Thoughts about Death and Living Life
One of my favorite stories is one told of a great rabbi and mystic who lived several centuries ago, Rabbi Menachem Mendal of Kotzk. He asked his students, “What would you do if you knew you had only one more week to live?” The first answered, “I would spend it with my family,” another said, “I would spend it doing mitzvoth, good acts of kindness,” a third said” I would spend it studying Torah, meditating and praying.” Then they turned to Rabbi Menachem Mendal and asked him, rabbi, “and what would you do?” Answered the rabbi, “I would do what I do every day.”
I have often wondered what it would be like to know I was dying. We all are, you know. Religion runs the risk of missing this. Often it either focuses on a different world after death, and so misses the impact of living here and now in a way informed by the reality of our death, or fixated on how to perform the details of this life, its proscriptions, beliefs and rituals, shrinking the space humans have in which to sit back and really feel the great reality of death; that we are dying and on some level, for even the most profound believer, death brings with it annihilation, nonbeing as we know it.
Some will instinctively dismiss this notion with, “yes, but for a better life with God.” Perhaps, but even if that is so, if we do not give ourselves the opportunity to know we are dying, to feel the dread of oblivion first, then we have ignored an important gift. Being human, truly being present in the here and now, means knowing we will cease to be. Many deny death, ignore death in these and other much more superficial ways, but to live in a state of avoidance is perhaps to not really live.
How would you live if you knew we are dying? (Which again I remind you, we are.) What regrets do you have? What changes can be made? What letters written? What experiences had? What really is meaningful and what is not? Why are we here? What is my unique place and mission in this mysterious, but I believe meaningful, world?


§ **Your assignment**
Restating every entry exactly is the whole task.

───

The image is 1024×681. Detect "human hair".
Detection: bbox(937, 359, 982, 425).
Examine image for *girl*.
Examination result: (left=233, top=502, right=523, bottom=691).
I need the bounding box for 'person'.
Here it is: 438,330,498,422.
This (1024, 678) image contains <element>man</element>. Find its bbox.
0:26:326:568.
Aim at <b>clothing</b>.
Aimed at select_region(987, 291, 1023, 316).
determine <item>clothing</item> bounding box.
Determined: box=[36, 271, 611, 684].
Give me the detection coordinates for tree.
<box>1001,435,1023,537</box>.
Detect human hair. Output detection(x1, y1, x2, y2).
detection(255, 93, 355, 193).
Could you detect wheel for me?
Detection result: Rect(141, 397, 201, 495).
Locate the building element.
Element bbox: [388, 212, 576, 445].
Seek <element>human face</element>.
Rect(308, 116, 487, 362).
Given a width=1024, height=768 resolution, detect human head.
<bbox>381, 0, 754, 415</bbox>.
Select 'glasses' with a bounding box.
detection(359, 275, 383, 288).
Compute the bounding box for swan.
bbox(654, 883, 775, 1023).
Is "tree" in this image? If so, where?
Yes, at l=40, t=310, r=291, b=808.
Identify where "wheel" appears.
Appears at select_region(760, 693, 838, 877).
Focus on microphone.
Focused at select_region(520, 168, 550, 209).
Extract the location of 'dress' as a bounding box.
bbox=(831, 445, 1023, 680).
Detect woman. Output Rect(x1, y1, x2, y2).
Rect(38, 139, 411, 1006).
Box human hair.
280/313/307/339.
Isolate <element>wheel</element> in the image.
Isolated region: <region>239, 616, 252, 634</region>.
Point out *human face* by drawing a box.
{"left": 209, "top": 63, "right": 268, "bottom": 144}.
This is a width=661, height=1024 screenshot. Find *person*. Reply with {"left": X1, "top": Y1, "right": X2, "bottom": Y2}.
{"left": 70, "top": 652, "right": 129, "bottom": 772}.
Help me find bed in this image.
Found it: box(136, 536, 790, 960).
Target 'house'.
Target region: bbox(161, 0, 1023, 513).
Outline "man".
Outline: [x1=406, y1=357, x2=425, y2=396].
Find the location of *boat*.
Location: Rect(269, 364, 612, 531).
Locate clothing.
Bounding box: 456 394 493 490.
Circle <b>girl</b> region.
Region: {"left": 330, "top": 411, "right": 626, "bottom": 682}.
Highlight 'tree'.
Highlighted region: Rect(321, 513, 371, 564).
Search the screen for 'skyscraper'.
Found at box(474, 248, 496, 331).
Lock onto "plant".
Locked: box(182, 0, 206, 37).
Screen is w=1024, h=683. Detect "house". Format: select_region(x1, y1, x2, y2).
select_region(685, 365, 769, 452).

───

§ **Written answer**
The image is 1024×681. Detect "human hair".
Detection: bbox(937, 359, 982, 425).
Examine image for *girl*.
Examination result: (left=233, top=502, right=523, bottom=691).
I need the bounding box for 'person'.
Here it is: 438,330,498,422.
This (1024, 678) image contains <element>man</element>. Find its bbox.
0:26:326:568.
Aim at <b>clothing</b>.
Aimed at select_region(987, 291, 1023, 316).
determine <item>clothing</item> bounding box.
Determined: box=[36, 271, 611, 684].
Give me the detection coordinates for tree.
<box>1001,435,1023,537</box>.
Detect human hair. Output detection(x1, y1, x2, y2).
detection(255, 93, 355, 193).
Could you detect wheel for me?
Detection result: Rect(141, 397, 201, 495).
Locate the building element.
Element bbox: [388, 212, 576, 445].
Seek <element>human face</element>.
Rect(308, 116, 487, 362).
Given a width=1024, height=768 resolution, detect human head.
<bbox>381, 0, 754, 415</bbox>.
Select 'glasses' with a bounding box.
detection(359, 275, 383, 288).
Compute the bounding box for swan.
bbox(654, 883, 775, 1023).
Is "tree" in this image? If so, where?
Yes, at l=40, t=310, r=291, b=808.
Identify where "wheel" appears.
Appears at select_region(760, 693, 838, 877).
Focus on microphone.
Focused at select_region(520, 168, 550, 209).
Extract the location of 'dress' as a bounding box.
bbox=(831, 445, 1023, 680).
Detect woman. Output Rect(x1, y1, x2, y2).
Rect(38, 139, 411, 1006).
Box human hair.
280/313/307/339.
Isolate <element>wheel</element> in the image.
Isolated region: <region>239, 616, 252, 634</region>.
Point out *human face* by drawing a box.
{"left": 209, "top": 63, "right": 268, "bottom": 144}.
This is a width=661, height=1024 screenshot. Find *person*. Reply with {"left": X1, "top": Y1, "right": X2, "bottom": Y2}.
{"left": 70, "top": 652, "right": 129, "bottom": 772}.
Help me find bed in this image.
Found it: box(136, 536, 790, 960).
Target 'house'.
Target region: bbox(161, 0, 1023, 513).
Outline "man".
Outline: [x1=406, y1=357, x2=425, y2=396].
Find the location of *boat*.
Location: Rect(269, 364, 612, 531).
Locate clothing.
Bounding box: 456 394 493 490.
Circle <b>girl</b> region.
Region: {"left": 330, "top": 411, "right": 626, "bottom": 682}.
Highlight 'tree'.
Highlighted region: Rect(321, 513, 371, 564).
Search the screen for 'skyscraper'.
Found at box(474, 248, 496, 331).
Lock onto "plant".
Locked: box(182, 0, 206, 37).
Screen is w=1024, h=683. Detect "house". Format: select_region(x1, y1, x2, y2).
select_region(685, 365, 769, 452).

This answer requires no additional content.